Optional vs Required Parameters:
# Use ellipsis (...) for parameters with default values
def method(
required_param: str,
optional_param: Optional[str] = ...,
default_value_param: int = ...,
) -> None: ...
Documentation in Stubs¶
While stub files don't include implementation, you can add docstrings for complex types:
class ComplexConfig(TypedDict, total=False):
"""Configuration dictionary for Kafka clients.
This TypedDict defines the structure for configuration
options passed to Kafka clients.
"""
bootstrap_servers: str
client_id: str
# ... other fields
Code Quality Standards¶
Type Checking¶
All stub files must pass both mypy and pyright:
Formatting¶
We use Ruff for formatting and linting:
Import Organization¶
Organize imports in this order:
# 1. Standard library imports
from typing import Any, Dict, List, Optional, Union, Callable
from typing_extensions import TypedDict # For Python < 3.8 compat
# 2. Related third party imports (if any)
# 3. Local application/library specific imports
from . import _error
from ._version import __version__
Testing Conventions¶
Type Checking Tests¶
Create test files to verify type annotations work correctly:
# tests/test_producer_types.py
from confluent_kafka import Producer
from typing import Dict, Any
def test_producer_creation() -> None:
config: Dict[str, Any] = {'bootstrap.servers': 'localhost:9092'}
producer: Producer = Producer(config)
# Test method calls with proper types
producer.produce('topic', value='message')
producer.produce('topic', value=b'binary_message', key='key')
Real-world Usage Tests¶
Test with actual confluent-kafka library when possible:
# tests/test_integration.py
def test_types_with_real_library() -> None:
"""Test that our types work with the actual library."""
try:
import confluent_kafka
# Verify our types match reality
producer = confluent_kafka.Producer({'bootstrap.servers': 'test'})

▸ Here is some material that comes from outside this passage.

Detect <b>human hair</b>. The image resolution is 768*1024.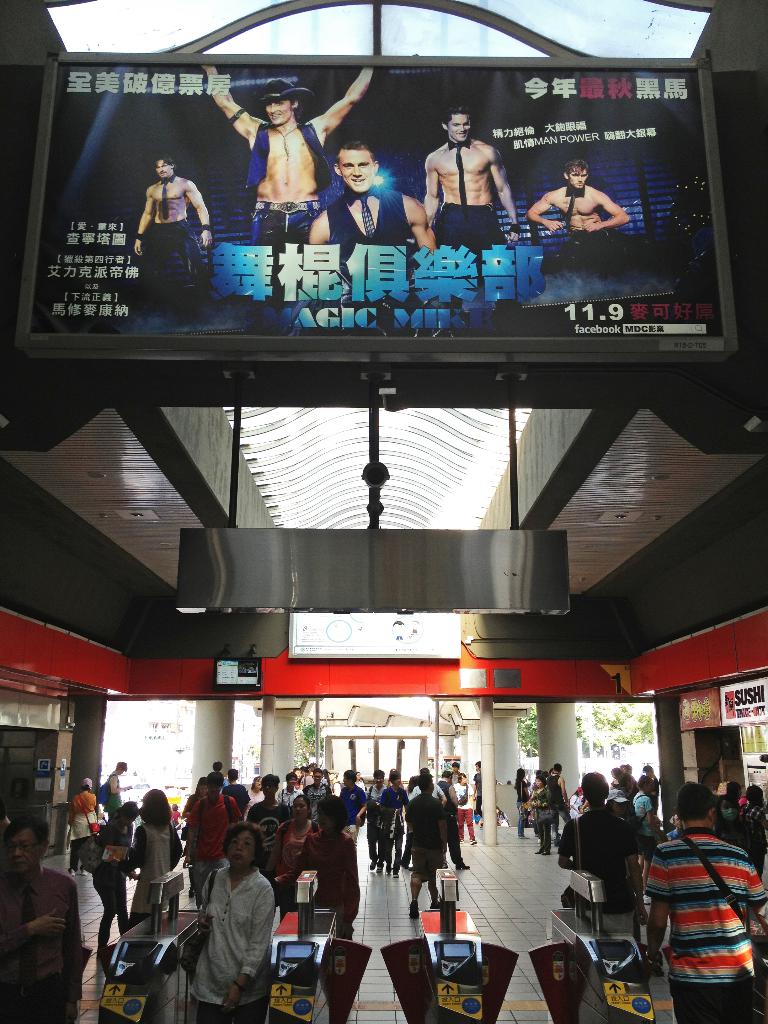
x1=611, y1=767, x2=618, y2=780.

# This should not raise type errors
producer.produce('topic', 'value')
except ImportError:
pytest.skip("confluent-kafka not available")
Documentation Conventions¶
Docstring Style¶
For complex types or configurations, provide clear documentation:
class ConsumerConfig(TypedDict, total=False):
"""Configuration options for Kafka Consumer.
Args:
bootstrap_servers: Comma-separated list of broker addresses
group_id: Consumer group identifier
auto_offset_reset: What to do when there is no initial offset
enable_auto_commit: Whether to automatically commit offsets
"""
bootstrap_servers: str
group_id: str
auto_offset_reset: Literal['earliest', 'latest', 'none']
enable_auto_commit: bool
README Updates¶
When adding significant features, update relevant documentation:
- Update the main README.md if needed
- Add examples to demonstrate new functionality
- Update compatibility information
Version Compatibility¶
Maintaining Compatibility¶
- Backward Compatibility: New type hints should not break existing code
- Forward Compatibility: Consider future confluent-kafka versions
- Python Compatibility: Support Python 3.9+ as defined in pyproject.toml
Version Testing¶
Test against multiple confluent-kafka versions when possible:
# Test with minimum supported version
pip install confluent-kafka==2.5.0
python -c "import confluent_kafka"
# Test with latest version
pip install --upgrade confluent-kafka
python -c "import confluent_kafka"
Release Process¶
Semantic Versioning¶
We follow SemVer:
- MAJOR: Incompatible API changes
- MINOR: New functionality in a backward-compatible manner
- PATCH: Backward-compatible bug fixes
Automated Releases¶
Releases are automated through semantic-release based on conventional commits:
- Merge PR to main branch
- CI validates all checks pass
- semantic-release analyzes commits and creates release
- Package is automatically published to PyPI
Community Guidelines¶
Code of Conduct¶
This project follows the Contributor Covenant Code of Conduct. Be respectful and inclusive in all interactions.
Getting Help¶
- Issues: Use GitHub issues for bug reports and feature requests
- Discussions: Use GitHub Discussions for questions and general discussion
- Pull Requests: Use PR reviews for code-specific discussions
Recognition¶
Contributors are recognized in: - Release notes for their contributions - GitHub contributor graph - Acknowledgments in major releases
Thank you for contributing to types-confluent-kafka
! Your efforts help make Kafka development in Python more reliable and enjoyable for everyone.